Avtar Brah recently retired as Professor of Sociology at Birkbeck as a specialist in race, gender and ethnic identity issues. She was awarded an MBE in 2001 in recognition of her research.

Her books include Cartographies of Diaspora: Contesting Identities; Hybridity and Its Discontents: Politics, Science, Culture (edited with Annie Coombes); Thinking Identities: Racism, Ethnicity and Culture and Global Futures: Migration, Environment and Globalization (both edited with Mary Hickman and Mairtin Mac an Ghail).

By addressing questions of culture, identity and politics, Cartographies of Diaspora throws new light on discussions about ‘difference’ and ‘diversity’, informed by feminism and post-structuralism. It examines these themes by exploring the intersections of race, gender, class, sexuality, ethnicity, generation and nationalism in different discourses, practices and political contexts.
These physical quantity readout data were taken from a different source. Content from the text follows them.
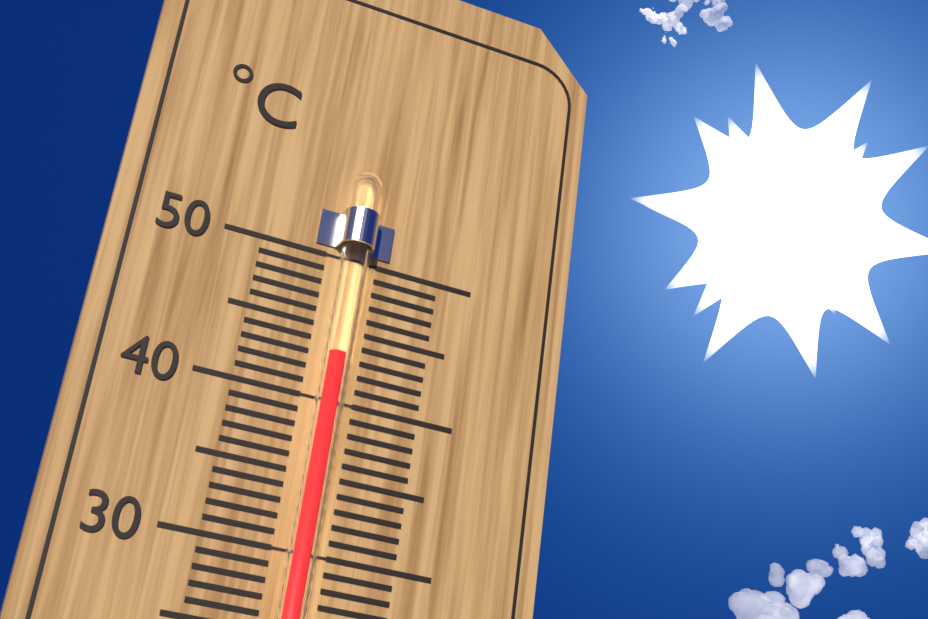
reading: 43 °C
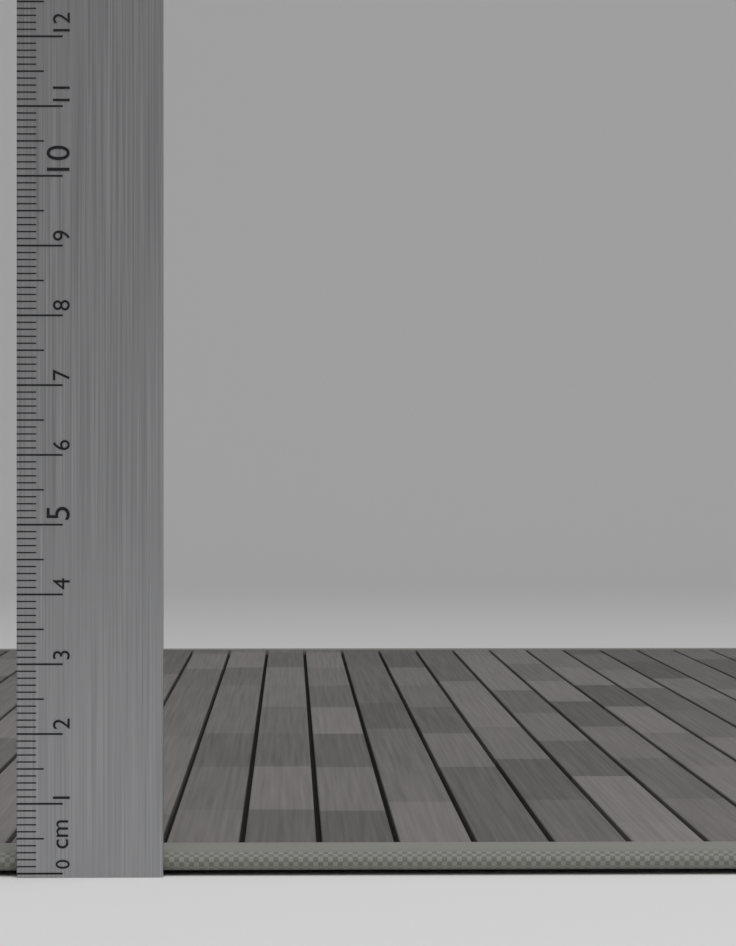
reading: 0.3 cm
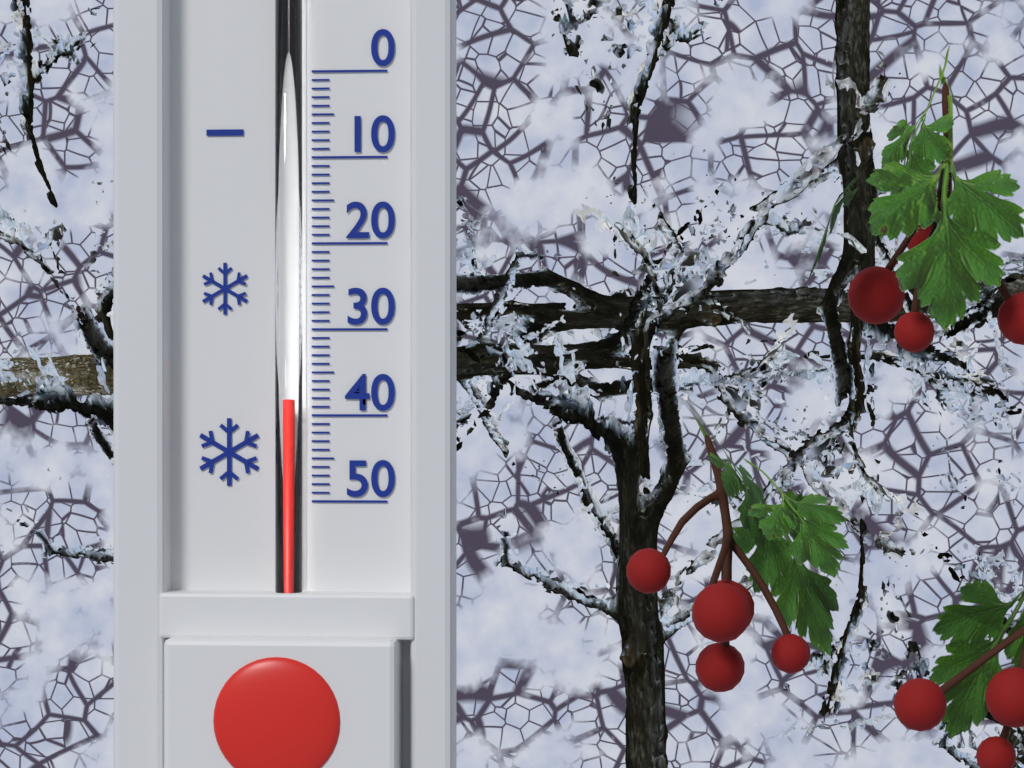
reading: 38 (no unit)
The work maps the emergence of ‘Asian’ as a racialised category in post-war British popular and political discourse and documents Asian cultural and political responses, paying particular attention to the role of gender and generation.
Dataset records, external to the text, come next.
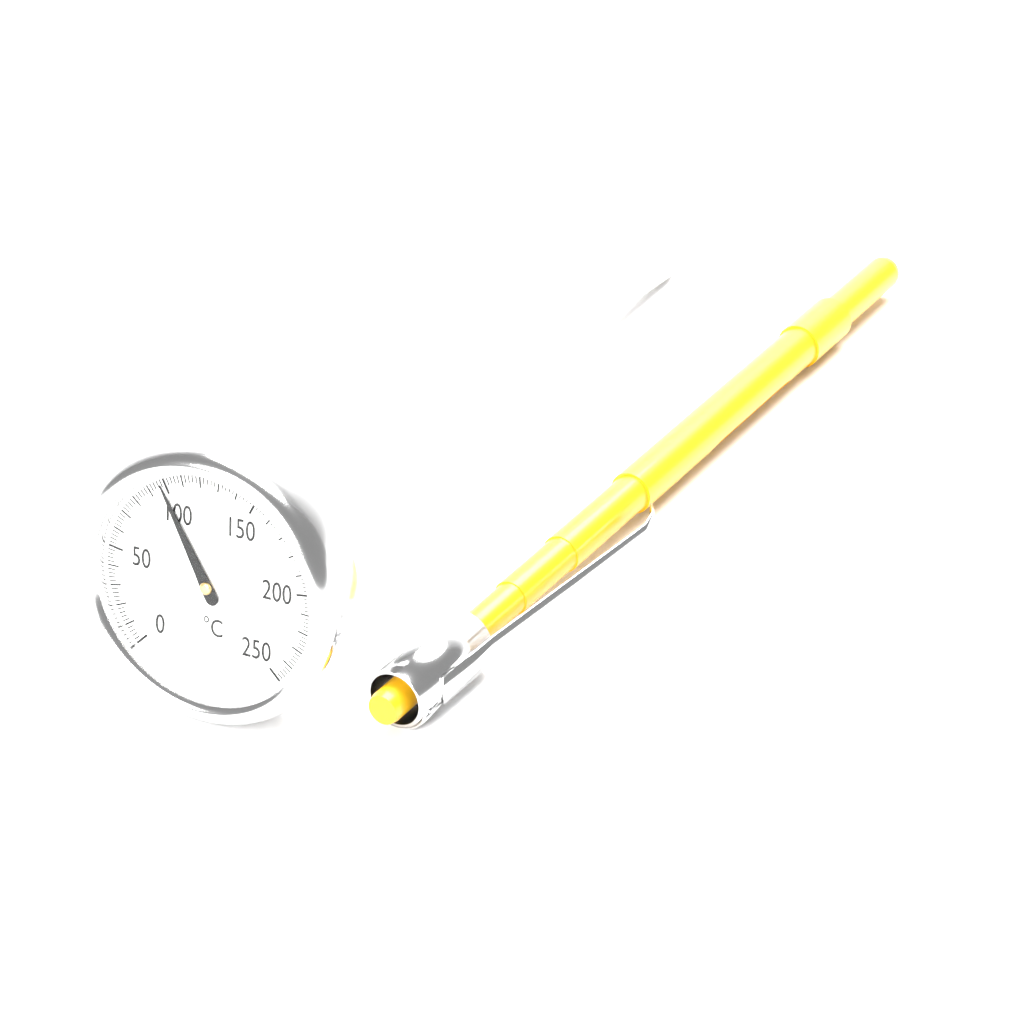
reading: 98 °C
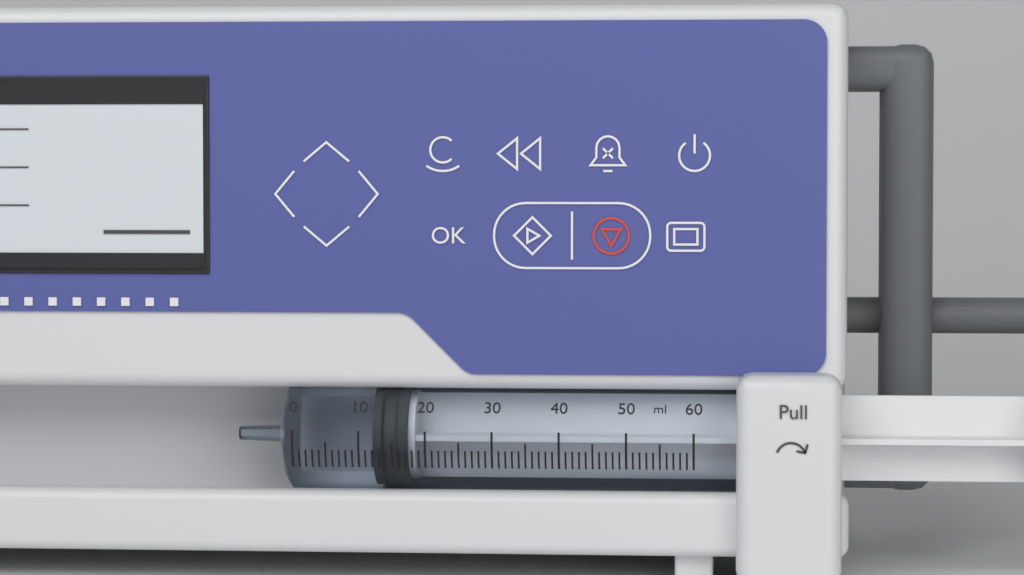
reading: 12 ml
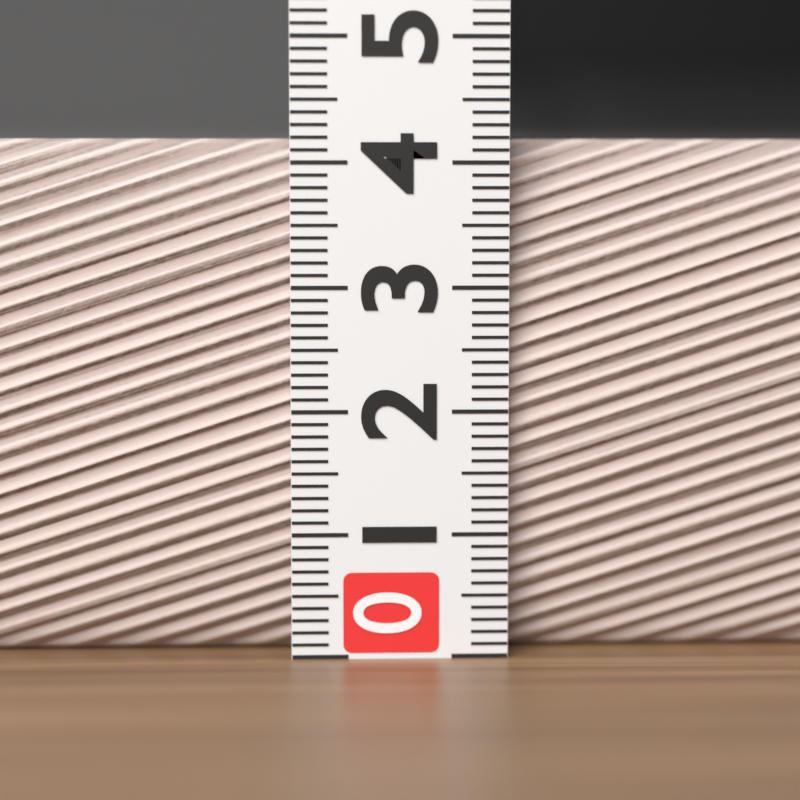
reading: 4.2 (no unit)
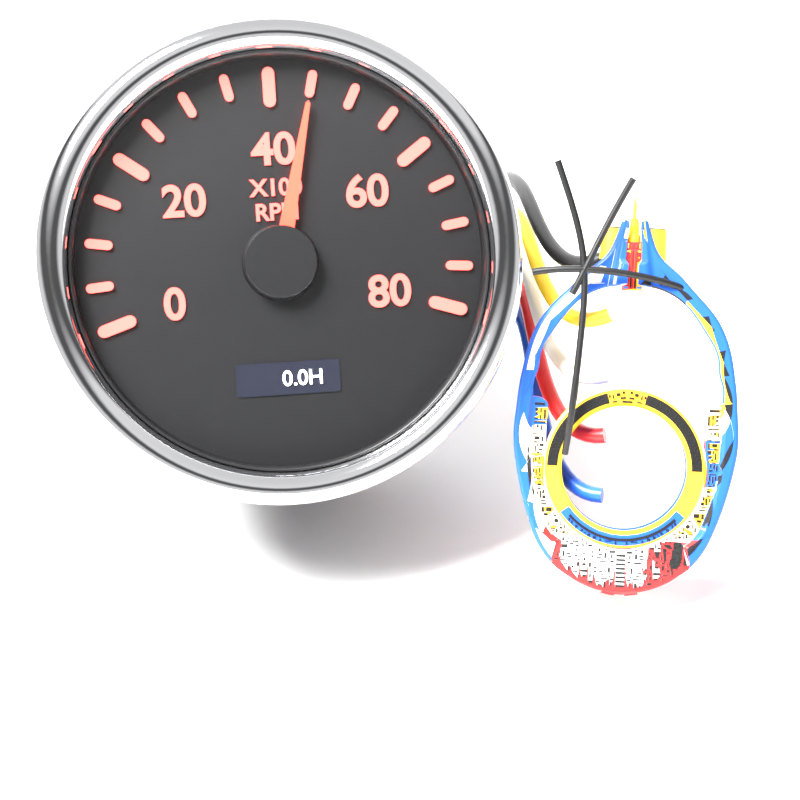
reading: 4500 RPM
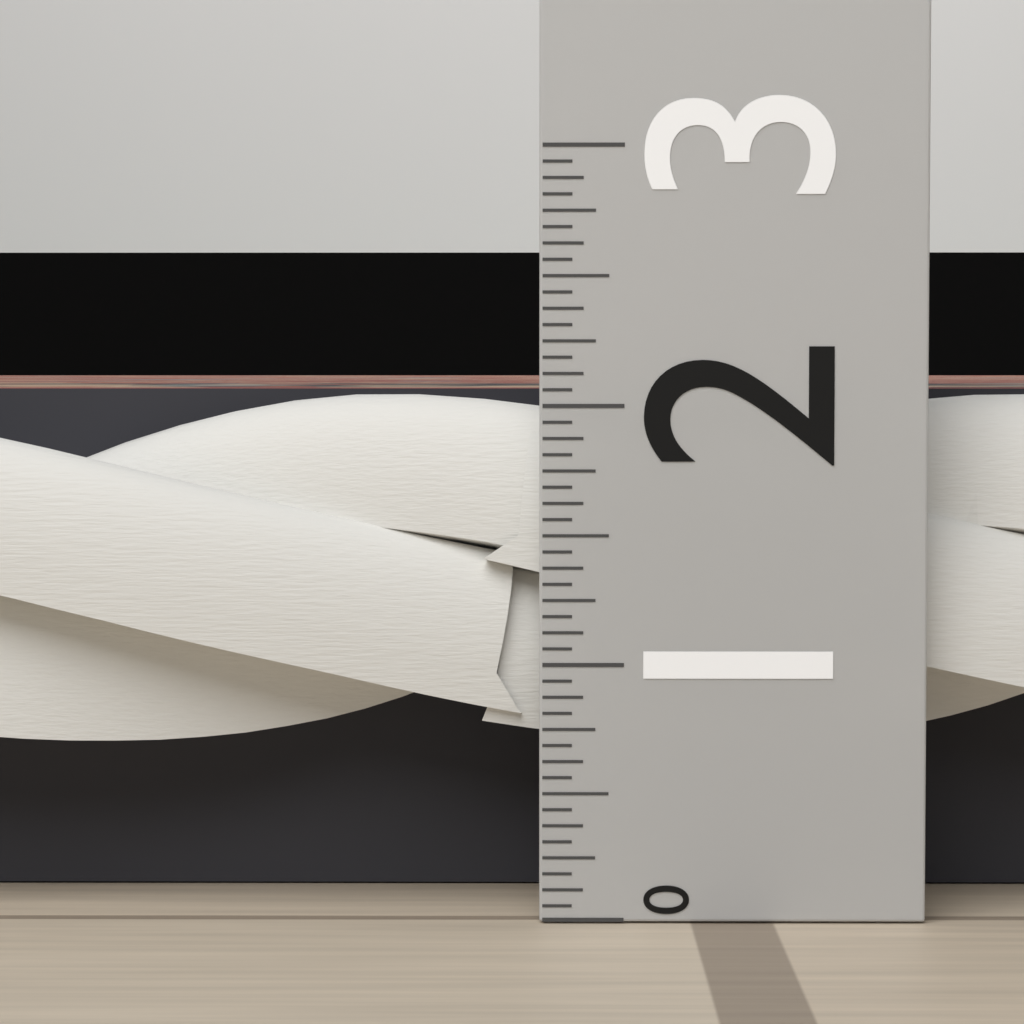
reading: 2.0625 (no unit)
Hybridity and Its Discontents explores the history and experience of 'hybridity’ – the mixing of peoples and cultures – in North and South America, Latin America, Britain and Ireland, South Africa, Asia and the Pacific. It traces manifestations of hybridity in debates about racial purity, in scientific notions of genetics and 'race', and in ideas of nation, community and belonging.

'I have lived on four of the five continents of the globe – Africa, Asia, America and Europe. These experiences of displacement and dispersal have rendered questions of difference, solidarity and identity central to my work,' she says.

'During the 1970s, I came to Britain from the US, where I had been an undergraduate studying agriculture. It was in Britain that I switched to social sciences. This was the heyday of political movements such as socialism, feminism and anti-racism. I was influenced by these movements, and the insights gained from this political activity fed into my academic work.'

Professor Brah spent 1980–82 as a research associate at Leicester University and then three years as a lecturer with the Open University, before joining Birkbeck in 1985 as lecturer, becoming senior lecturer, Reader then Professor. She spent a year as Visiting Professor at the University of California in 1992 and at Cornell University in 2001 and is a member of the Academy of Learned Societies for the Social Sciences and the British Sociological Association.

She was also admissions tutor for MSc Race and Ethnic Relations, which addresses the centrality of ethnicity to policy and social relations, particularly in the key areas of migration, asylum and citizenship, policing, education, and race relations legislation.